A mutex (mutual exclusion lock) puts a waiting thread to sleep until the lock is released, while a spinlock keeps the thread running in a tight loop checking repeatedly. Spinlocks avoid the overhead of a context switch and are faster when the lock is held briefly on multicore systems (another core can release the lock while the spinner runs), but waste CPU cycles if the holder is slow or on a single core where spinning prevents the holder from running at all. A reentrant lock (recursive mutex) allows the same thread to acquire the lock multiple times without deadlocking against itself, maintaining an acquisition count. Read-write locks allow concurrent reads but exclusive writes, optimising for read-heavy workloads where writers are rare.

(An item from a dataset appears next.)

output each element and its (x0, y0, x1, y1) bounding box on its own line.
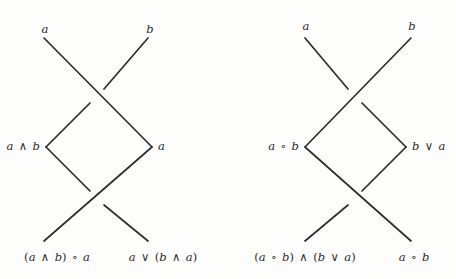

Semaphores generalise mutual exclusion with an integer counter that permits up to $N$ threads to enter a critical section simultaneously, where a binary semaphore ($N = 1$) behaves like a mutex. Condition variables allow a thread to atomically release a lock and sleep until another thread signals that a predicate has changed, and the waiting thread must recheck the predicate in a while loop because of spurious wakeups (the thread may be woken without a signal). Atomic operations such as compare-and-swap (CAS), which atomically checks whether a memory location holds an expected value and replaces it only if it does, provide the building blocks for lock-free data structures that bypass locks entirely for higher throughput under contention.

These primitives are best understood through classical synchronisation problems. The producer-consumer (bounded buffer) problem has producers writing to a fixed-size buffer and consumers reading from it, requiring a mutex to protect the buffer and two semaphores (or condition variables) to block producers when the buffer is full and consumers when it is empty. The readers-writers problem allows multiple concurrent readers but requires exclusive access for writers, typically solved with a read-write lock or a pair of mutexes tracking reader count. Both problems illustrate that correct synchronisation requires choosing the right primitive for the access pattern, not simply wrapping every operation in a lock.

Deadlock occurs when threads are permanently blocked in a circular dependency. The four Coffman conditions must all hold simultaneously, namely mutual exclusion, hold-and-wait, no preemption, and circular wait. The dining philosophers problem (Dijkstra, 1965) illustrates all four: five philosophers share forks with neighbours, each grabs one fork and waits for the other, forming a circular dependency that deadlocks. Breaking any single condition prevents it, e.g. always picking up the lower-numbered fork first eliminates circular wait. Prevention strategies include consistent lock ordering, timeout mechanisms, and deadlock detection algorithms. Livelock (threads continuously change state without making progress) and starvation (a thread perpetually denied access) are related failure modes.